The old WebVR examples work, examples in three.js site work. But none of the webxr-samples work anymore. It gets stuck on the white spinning circle.

requestDevice works, device.supportsSession({immersive:true}) also works. It seems to be related to display.requestAnimationFrame, as I can see this warning after cancelling with the back button in the controller.
[Violation] 'requestAnimationFrame' handler took 2814ms

Seems to be stuck there.

Host the polyfill on CDN

Figure out a CDN solution so developers can target the latest polyfill version, keep up with browser latest changes, and take advantage of #61 when ready. Referencing the npm package would suffice, and should update documentation to guide devs to use the CDN.

[WebXR 2019] Rendering

This may need to be broken up into smaller issues.

Currently needing implementation AFAIK:

  • session.renderState
  • session.updateRenderState
  • layer.getNativeFramebufferScaleFactor
  • layer.ignoreDepthValues
  • getViewport() moved from XRLayer to XRWebGLLayer
  • gl.makeXRCompatible() rename
  • Any changes to XRPresentationContext, in light of the potential inline changes? immersive-web/webxr#636

See #51 for more information on this effort, and development goals.

inputsourceschange event in XRSession isn't dispatched

Hi,

I created a quick mockup about the issue in the title, you can find it here: https://vrtual.house/development/webxr-polyfill-test/

The problem:
I cannot make any interaction on the scene, when the WebXR flag is disabled, and the polyfill is used. In three.js, there are some events for interaction, like selectstart, and selectend, but they're not dispatched when the polyfill is used, only when the flag is set to enabled.

I guess it has something to do with the fact that the inputsourceschange isn't fired either when the polyfill is used. (You can find the lines in question starting from line 21752 in the three.js r96 build):
capture

Lazy Loading/Modules

With the modularization work happening in WebXR, the overhead of some optional dependencies and the overhead for the polyfill in general, it'd be great if a small script could include only the needed/requested modules.

This would save the overhead of shipping polyfills to browsers that do not need them, as well as provide a mechanism for optionally including (#56) other parts.

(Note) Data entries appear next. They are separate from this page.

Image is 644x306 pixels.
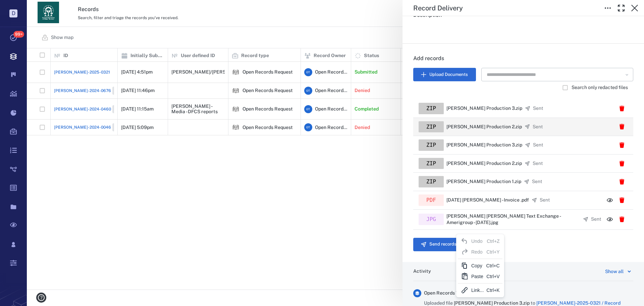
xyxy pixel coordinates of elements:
div: Paste [458,271,503,282]
p: [PERSON_NAME] Production 2.zip [447,160,522,167]
p: Sent [533,160,543,167]
button: Send records to user [413,238,480,251]
div: Ctrl+Y [487,248,499,256]
div: zip [419,139,444,151]
p: [DATE] [PERSON_NAME] - Invoice .pdf [447,197,529,204]
button: Open [623,71,631,79]
span: [PERSON_NAME] Production 3.zip [454,300,531,305]
div: jpg [419,213,444,225]
span: Help [15,5,29,11]
div: Redo [458,247,503,257]
span: Search only redacted files [572,85,628,91]
p: Sent [591,216,601,223]
div: zip [419,121,444,133]
p: D [9,9,17,17]
div: zip [419,158,444,169]
div: zip [419,102,444,114]
div: Search Document Manager Files [482,68,633,81]
span: . [413,25,415,32]
div: Undo [458,236,503,247]
span: Open Records Team [424,289,468,297]
p: Sent [540,197,550,204]
div: Ctrl+V [487,272,499,280]
button: Upload Documents [413,68,476,81]
div: Ctrl+Z [487,237,500,245]
div: Link... [472,286,484,294]
div: Ctrl+K [487,286,499,294]
p: Sent [533,105,544,112]
div: Redo [472,248,484,256]
p: Sent [532,178,542,185]
p: [PERSON_NAME] [PERSON_NAME] Text Exchange - Amerigroup - [DATE].jpg [447,213,581,226]
h5: Record Delivery [413,4,463,13]
div: Show all [606,267,624,276]
div: Link... [458,285,503,295]
h6: Add records [413,54,633,68]
button: Toggle Fullscreen [615,1,628,15]
p: [PERSON_NAME] Production 3.zip [447,141,522,149]
div: zip [419,176,444,187]
p: Sent [533,124,543,130]
div: pdf [419,194,444,206]
div: Copy [472,262,484,270]
div: Paste [472,272,484,280]
p: [PERSON_NAME] Production 3.zip [447,105,522,112]
div: Ctrl+C [487,262,500,270]
div: Undo [472,237,484,245]
body: Rich Text Area. Press ALT-0 for help. [5,5,214,11]
p: Sent [533,141,544,149]
button: Toggle to Edit Boxes [601,1,615,15]
p: [PERSON_NAME] Production 1.zip [447,178,522,185]
button: Close [628,1,641,15]
div: Copy [458,260,503,271]
span: 99+ [13,31,24,38]
p: [PERSON_NAME] Production 2.zip [447,124,522,130]
h6: Activity [413,268,431,275]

With the exception of Samsung Internet for GearVR, all browsers supporting WebVR/WebXR support modules; putting a collection of modules on a CDN with a lightweight entry may be a good solution for distributing the polyfill as a collection of files. Note that modules are inherently async, and the polyfill currently requires to be synchronously included, such that navigator.xr exists by the time user script runs. We could require await polyfill.ready() before interacting potentially; I know that this caused issues in the past with THREE.VRControls for example that created globals at loadtime (VRFrameData) which could twist developer expectations a bit.

Potential modules:

  • cardboard-vr-display (#56) - provide immersive VR on unsupported platforms
  • AR features
  • Mock Session - generates mock data for an XRSession for development/testing purposes

Polyfill detected as JS Trojan

We had reports of these 2 antivirus:
AVG (Chrome Windows 10)
Avast (Chrome Mac OSX)

Blocking the polyfill from running, flagging it for being infected with JS:Downloader-EAX Trojan.

Doing some debug, we found out that the warning comes up while running Dpdb.prototype.calcDeviceParams_

[WebXR 2019] Modes

A handful of updates to the initialization routine:

  • Remove XRDevice
  • Move supportsSession/requestSession to XR
  • Update supportsSession/requestSession to handle "mode" APIs
  • Support only "inline" and "immersive-vr" for now; plumbing already exists for the WebVR polyfilled device (leveraging "exclusive" and "outputContext"'d sessions)

See #51 for more information on this effort, and development goals.

Update Readme for WebXR 2019

webxr-2019 branch has been merged to master #75. But Readme looks still old, for example navigator.xr doesn't have requestDevice() method now. I'm happy if readme is updated.